Hilaire Belloc was, simply put, a giant of English and Catholic letters during an age when giants of English, and eventually Catholic, letters abounded. I would compare those decades, I hope without hubris, to the first few centuries of the Christian era when Latin and Greek Fathers, in what some have called that prolongation of the gift of Pentecost, poured forth works that have kept the world busy studying for hundreds of years. Something like that, I suggest was going on in England during the semi-century from 1890 to 1940, perhaps in prolongation of the works of the Holy Spirit at Vatican I (1869-1870). Belloc was personally known by, professionally respected by, and contributed at least to some degree to the formation of every other significant figure of English Catholic letters in those heady days.

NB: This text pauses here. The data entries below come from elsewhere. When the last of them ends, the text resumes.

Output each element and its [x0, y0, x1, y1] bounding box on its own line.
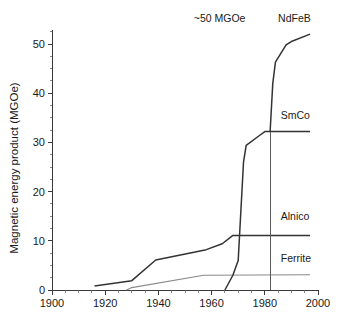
x-tick-label: 1940 — [146, 297, 170, 309]
series-label-ferrite: Ferrite — [281, 252, 311, 264]
y-axis: 01020304050 — [33, 30, 52, 296]
x-tick-label: 1900 — [40, 297, 64, 309]
x-tick-label: 1980 — [253, 297, 277, 309]
chart-annotations: ~50 MGOe — [194, 12, 246, 24]
y-tick-label: 0 — [39, 284, 45, 296]
x-axis: 190019201940196019802000 — [40, 290, 330, 309]
x-tick-label: 1920 — [93, 297, 117, 309]
series-label-alnico: Alnico — [281, 210, 310, 222]
y-tick-label: 40 — [33, 87, 45, 99]
series-line-ferrite — [126, 275, 310, 290]
chart-canvas: 01020304050 190019201940196019802000 Aln… — [0, 0, 340, 324]
series-label-smco: SmCo — [281, 109, 310, 121]
y-axis-title: Magnetic energy product (MGOe) — [8, 82, 20, 253]
y-tick-label: 20 — [33, 186, 45, 198]
x-tick-label: 2000 — [306, 297, 330, 309]
series-label-ndfeb: NdFeB — [278, 12, 311, 24]
series-lines — [95, 34, 310, 290]
y-tick-label: 50 — [33, 38, 45, 50]
y-axis-title-text: Magnetic energy product (MGOe) — [8, 82, 20, 253]
magnetic-energy-product-chart: 01020304050 190019201940196019802000 Aln… — [0, 0, 340, 324]
y-tick-label: 30 — [33, 136, 45, 148]
x-tick-label: 1960 — [199, 297, 223, 309]
series-line-alnico — [95, 235, 310, 286]
y-tick-label: 10 — [33, 235, 45, 247]
annotation-50-mgoe: ~50 MGOe — [194, 12, 246, 24]
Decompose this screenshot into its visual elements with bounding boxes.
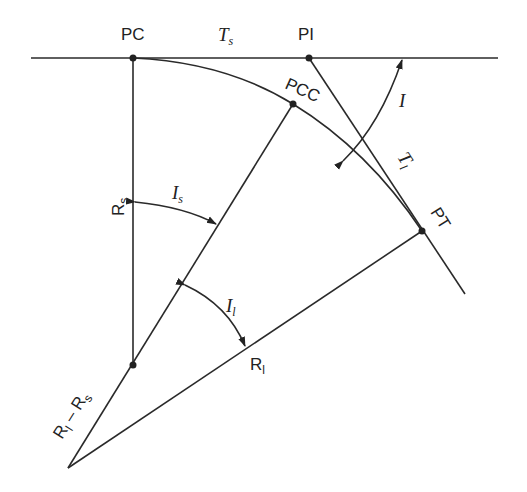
angle-i-arrow: [343, 60, 402, 161]
forward-tangent-line: [309, 58, 465, 294]
angle-il-arrow: [185, 285, 245, 346]
pcc-point: [290, 101, 297, 108]
radius-long-line: [68, 231, 422, 468]
pi-label: PI: [298, 25, 314, 44]
pt-point: [419, 228, 426, 235]
pi-point: [306, 55, 313, 62]
i-label: I: [398, 90, 407, 111]
rs-label: Rs: [109, 198, 131, 216]
angle-is-arrow: [135, 202, 216, 224]
pc-label: PC: [121, 25, 145, 44]
il-label: Il: [225, 295, 236, 319]
tl-label: Tl: [391, 148, 419, 173]
compound-curve-arc: [133, 58, 422, 231]
ts-label: Ts: [218, 24, 234, 48]
is-label: Is: [171, 182, 183, 206]
rl-label: Rl: [250, 355, 265, 377]
center-short-point: [130, 362, 137, 369]
compound-curve-diagram: PC PI PCC PT Ts Tl I Is Il Rs Rl Rl – Rs: [0, 0, 527, 492]
pt-label: PT: [427, 204, 455, 233]
pc-point: [130, 55, 137, 62]
radius-pcc-line: [68, 104, 293, 468]
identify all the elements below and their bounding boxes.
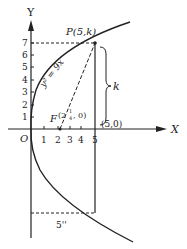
k-brace xyxy=(100,47,111,125)
y-tick-3: 3 xyxy=(22,87,28,97)
x-tick-2: 2 xyxy=(55,135,61,145)
base-point-label: (5,0) xyxy=(101,119,122,129)
svg-text:F: F xyxy=(49,113,58,124)
y-axis-label: Y xyxy=(26,6,35,19)
y-tick-5: 5 xyxy=(22,62,28,72)
svg-text:1: 1 xyxy=(69,108,72,114)
svg-text:(2: (2 xyxy=(58,111,66,120)
equation-label: y² = 9x xyxy=(37,57,66,90)
x-tick-3: 3 xyxy=(67,135,73,145)
svg-text:4: 4 xyxy=(69,115,72,121)
k-label: k xyxy=(113,80,120,93)
svg-text:, 0): , 0) xyxy=(73,111,86,120)
parabola-curve xyxy=(31,22,133,242)
y-tick-2: 2 xyxy=(22,100,28,110)
bottom-label: 5'' xyxy=(56,220,67,230)
y-tick-1: 1 xyxy=(22,112,28,122)
y-axis-arrow-icon xyxy=(28,20,34,31)
y-tick-4: 4 xyxy=(22,75,28,85)
origin-label: O xyxy=(20,133,28,144)
x-axis-arrow-icon xyxy=(156,126,167,132)
y-tick-6: 6 xyxy=(22,50,28,60)
point-p-label: P(5,k) xyxy=(65,26,96,37)
x-tick-1: 1 xyxy=(41,135,47,145)
point-p xyxy=(93,41,97,45)
parabola-diagram: Y X O 1 2 3 4 5 1 2 3 4 5 6 7 k xyxy=(0,0,187,249)
x-tick-4: 4 xyxy=(78,135,84,145)
x-axis-label: X xyxy=(170,123,180,136)
y-tick-7: 7 xyxy=(22,38,28,48)
point-focus xyxy=(58,127,61,130)
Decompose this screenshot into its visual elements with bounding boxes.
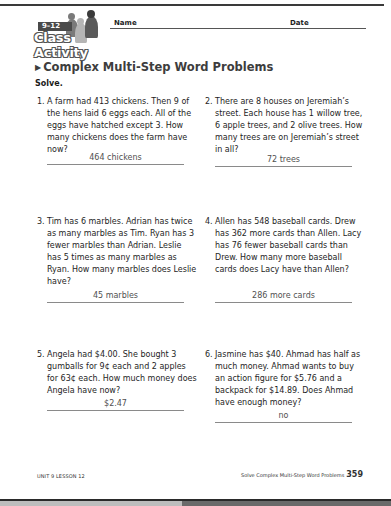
footer-lesson-title: Solve Complex Multi-Step Word Problems35… (241, 470, 363, 479)
name-label: Name (114, 19, 137, 27)
answer-4[interactable]: 286 more cards (215, 290, 352, 303)
answer-2[interactable]: 72 trees (215, 154, 352, 167)
problem-text: There are 8 houses on Jeremiah’s street.… (215, 96, 365, 156)
problem-2: 2. There are 8 houses on Jeremiah’s stre… (205, 96, 365, 156)
logo-text: Class Activity (34, 30, 120, 60)
problem-text: Allen has 548 baseball cards. Drew has 3… (215, 216, 365, 276)
instruction: Solve. (35, 79, 63, 88)
page-title: ▶Complex Multi-Step Word Problems (35, 60, 273, 74)
bottom-strip-right (182, 501, 391, 506)
problem-number: 3. (37, 216, 45, 228)
problem-number: 6. (205, 349, 213, 361)
bottom-strip-left (0, 501, 182, 506)
triangle-right-icon: ▶ (35, 63, 41, 72)
figure-middle-head (77, 18, 84, 25)
problem-text: Angela had $4.00. She bought 3 gumballs … (47, 349, 197, 397)
footer-unit-lesson: UNIT 9 LESSON 12 (37, 473, 85, 479)
answer-5[interactable]: $2.47 (47, 398, 184, 411)
problem-6: 6. Jasmine has $40. Ahmad has half as mu… (205, 349, 365, 409)
answer-3[interactable]: 45 marbles (47, 290, 184, 303)
problem-3: 3. Tim has 6 marbles. Adrian has twice a… (37, 216, 197, 288)
problem-text: Jasmine has $40. Ahmad has half as much … (215, 349, 365, 409)
date-field-line[interactable] (256, 28, 366, 29)
problem-text: A farm had 413 chickens. Then 9 of the h… (47, 96, 197, 156)
problem-5: 5. Angela had $4.00. She bought 3 gumbal… (37, 349, 197, 397)
top-rule (0, 4, 384, 6)
problem-number: 1. (37, 96, 45, 108)
figure-left-head (68, 13, 75, 20)
class-activity-logo: 9–12 Class Activity (30, 10, 120, 44)
problem-number: 5. (37, 349, 45, 361)
figure-right-head (87, 10, 95, 18)
problem-text: Tim has 6 marbles. Adrian has twice as m… (47, 216, 197, 288)
problem-number: 2. (205, 96, 213, 108)
problem-1: 1. A farm had 413 chickens. Then 9 of th… (37, 96, 197, 156)
answer-1[interactable]: 464 chickens (47, 152, 184, 165)
footer-lesson-title-text: Solve Complex Multi-Step Word Problems (241, 472, 344, 478)
date-label: Date (290, 19, 309, 27)
name-field-line[interactable] (110, 28, 256, 29)
page-number: 359 (346, 470, 363, 479)
problem-number: 4. (205, 216, 213, 228)
page-title-text: Complex Multi-Step Word Problems (43, 60, 273, 74)
answer-6[interactable]: no (215, 410, 352, 423)
problem-4: 4. Allen has 548 baseball cards. Drew ha… (205, 216, 365, 276)
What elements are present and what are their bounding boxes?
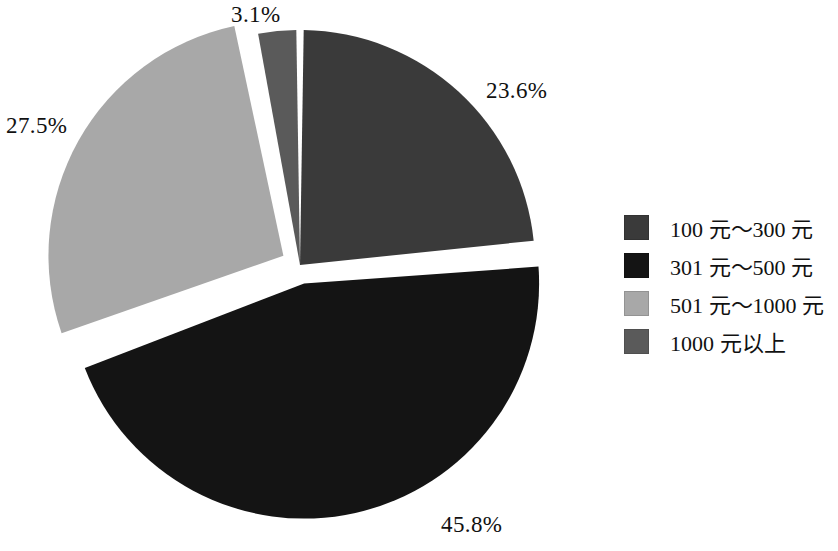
slice-label-1000-above: 3.1%: [231, 2, 281, 28]
slice-label-301-500: 45.8%: [441, 512, 502, 538]
pie-slice-301-500[interactable]: [85, 267, 539, 519]
chart-legend: 100 元～300 元 301 元～500 元 501 元～1000 元 100…: [624, 208, 838, 360]
slice-label-501-1000: 27.5%: [6, 113, 67, 139]
legend-swatch-icon-301-500: [624, 253, 649, 278]
pie-slice-100-300[interactable]: [300, 30, 534, 265]
legend-item-501-1000[interactable]: 501 元～1000 元: [624, 284, 838, 322]
legend-swatch-icon-100-300: [624, 215, 649, 240]
pie-slice-501-1000[interactable]: [48, 26, 283, 333]
legend-item-100-300[interactable]: 100 元～300 元: [624, 208, 838, 246]
pie-plot-area: 3.1% 23.6% 27.5% 45.8%: [0, 0, 600, 551]
legend-swatch-icon-1000-above: [624, 329, 649, 354]
legend-label-301-500: 301 元～500 元: [670, 249, 813, 281]
legend-item-301-500[interactable]: 301 元～500 元: [624, 246, 838, 284]
slice-label-100-300: 23.6%: [486, 78, 547, 104]
legend-label-1000-above: 1000 元以上: [670, 325, 786, 357]
legend-swatch-icon-501-1000: [624, 291, 649, 316]
pie-chart-figure: 3.1% 23.6% 27.5% 45.8% 100 元～300 元 301 元…: [0, 0, 838, 551]
legend-item-1000-above[interactable]: 1000 元以上: [624, 322, 838, 360]
legend-label-100-300: 100 元～300 元: [670, 211, 813, 243]
legend-label-501-1000: 501 元～1000 元: [670, 287, 824, 319]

Nearly the same can be said of his place in English literature at large, though with more than a few of these men he debated and disagreed, not infrequently tempestuously. Certainly, most of the materials he directly produced or helped to influence will be worthy of serious study for decades, and centuries, to come, because, whether Belloc was writing poetry or history, novels or essays, he was pursuing a truth.
Few people will read the biography of a literary figure who are not already familiar with some of the author’s works. Pearce’s book lends itself to being something of a vademecum should one desire to pause and linger over Belloc’s own texts, be they poetic, historical, or controversial. Certainly I found myself pulling unread, or half-remembered, Belloc texts from the shelves and rereading them in light of Pearce’s crisp narration of just how the work fit into the man’s life. For that matter, Pearce’s study reads well alongside other Belloc biographies, notably Speaight of course, whom Pearce references often, or more topical studies, such as John McCarthy’s Hilaire Belloc: Edwardian Radical (1978).
Of course, while someone like Belloc could have functioned in the proverbial vacuum, in fact he did not. His interactions with Gilbert Keith Chesterton were legendary even in their own time and the more one knows about Chesterton (perhaps through reading Pearce’s excellent GKC biography, Wisdom and Innocence) the more one has, if not the contrast between the two men well in hand, at least their complementarity. The same could be said for being aware of the works of Baring, Shaw, Knox, Waugh, Hollis, and so on.
But beyond that, Pearce’s study of Belloc would, I think, serve well as an useful overview for those who know Belloc only by name, or at most by reputation. What matters it whether Belloc was a Frenchman with an English mother, or an Englishman with French father; was Belloc a Catholic capitalist, a radical liberal, or a Christian socialist; was he anti-Semitic or a friend of the Jews in their darkest hours; was he Edwardian England’s finest essayist or poet, or neither, or both? Pearce offers dispassionate and informed analysis of each of these points, letting Belloc, his works, and his immediate contemporaries speak as much as possible. But whether one is a Belloc novice or master, Pearce’s biography of this literary genius is a marvelous occasion to move easily from history to literature and back again, soothing that anxious tension from which a happy few suffer.